_How to complete this task_
Give again, unaltered, the line with "Describe the element" and all lines that follow it in the listing below, minus any pictures.

_Stored data_
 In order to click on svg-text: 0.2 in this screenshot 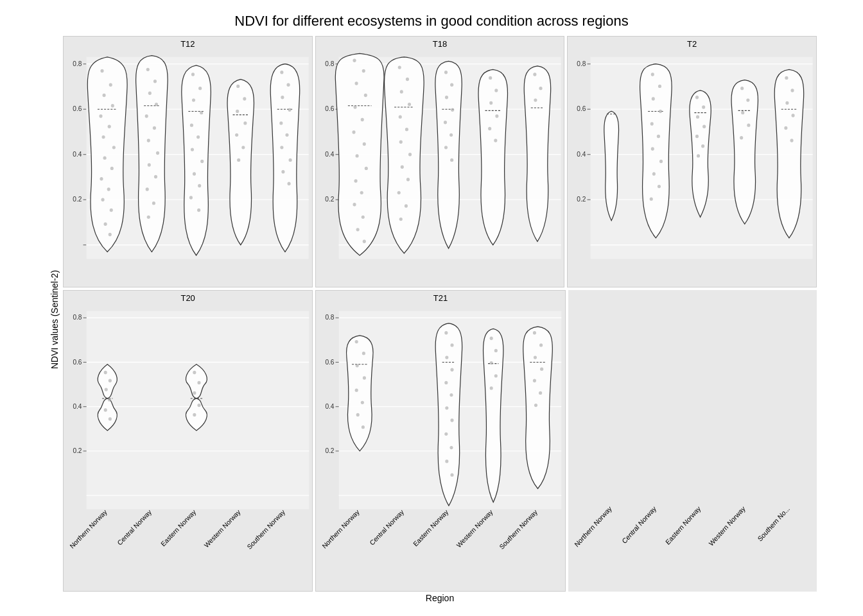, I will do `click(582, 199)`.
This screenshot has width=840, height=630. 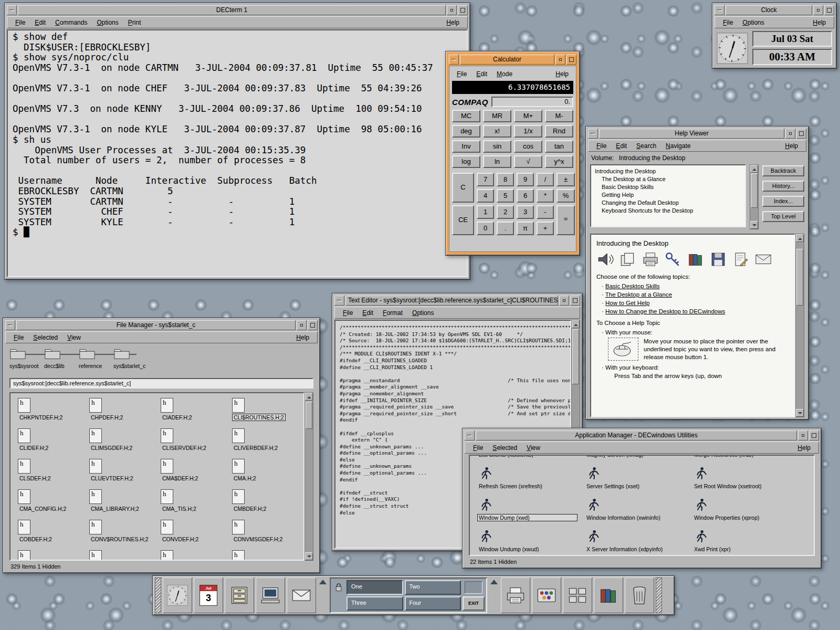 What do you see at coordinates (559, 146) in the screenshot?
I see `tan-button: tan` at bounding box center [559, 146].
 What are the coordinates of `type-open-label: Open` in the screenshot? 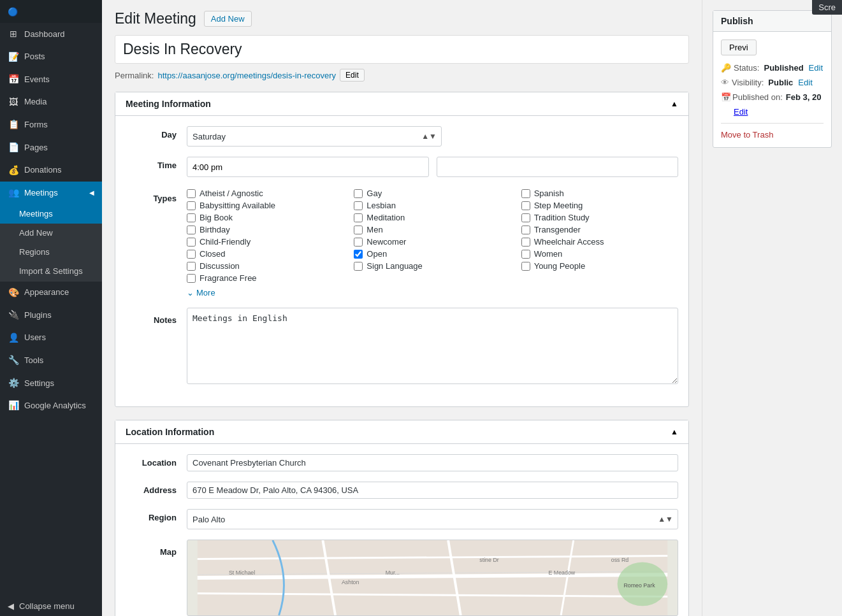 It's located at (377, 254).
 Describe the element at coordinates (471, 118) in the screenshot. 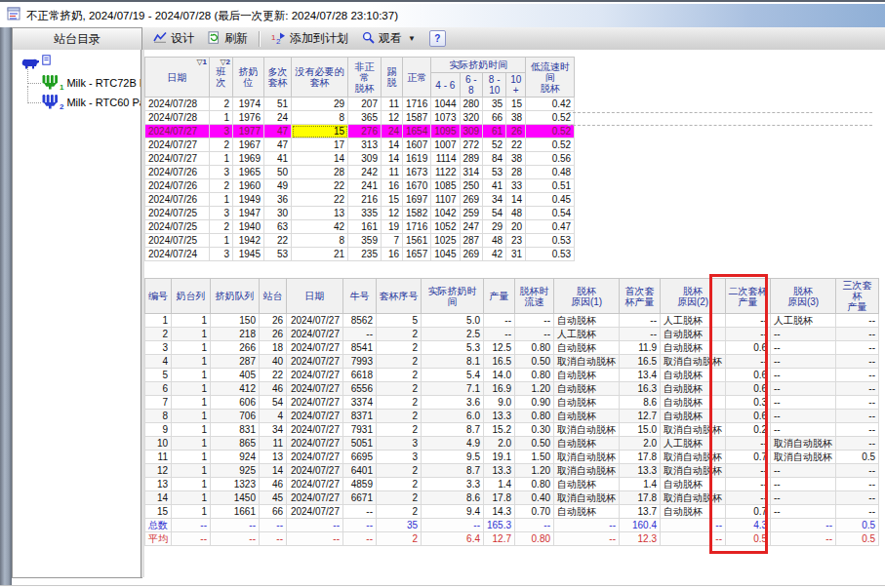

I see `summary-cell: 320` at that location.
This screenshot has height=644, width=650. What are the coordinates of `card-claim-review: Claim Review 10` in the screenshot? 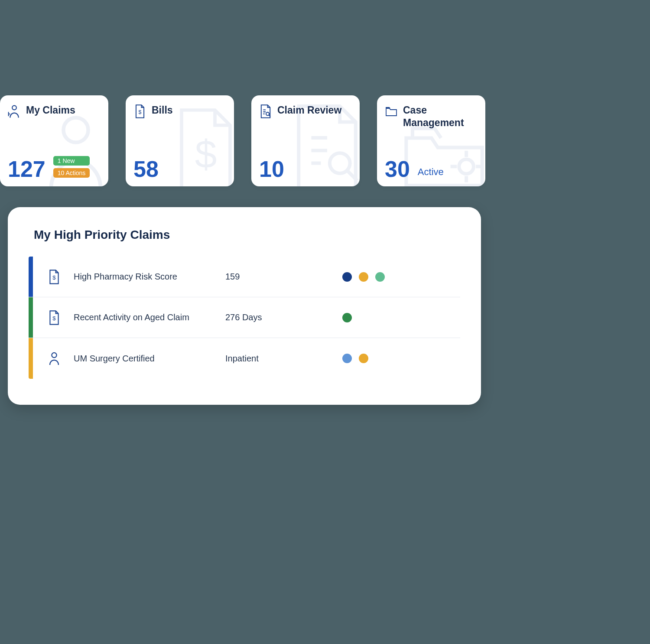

_Result of this task_
 Describe the element at coordinates (471, 118) in the screenshot. 

I see `summary-cell: 320` at that location.
This screenshot has height=644, width=650. What are the coordinates of `card-claim-review: Claim Review 10` in the screenshot? 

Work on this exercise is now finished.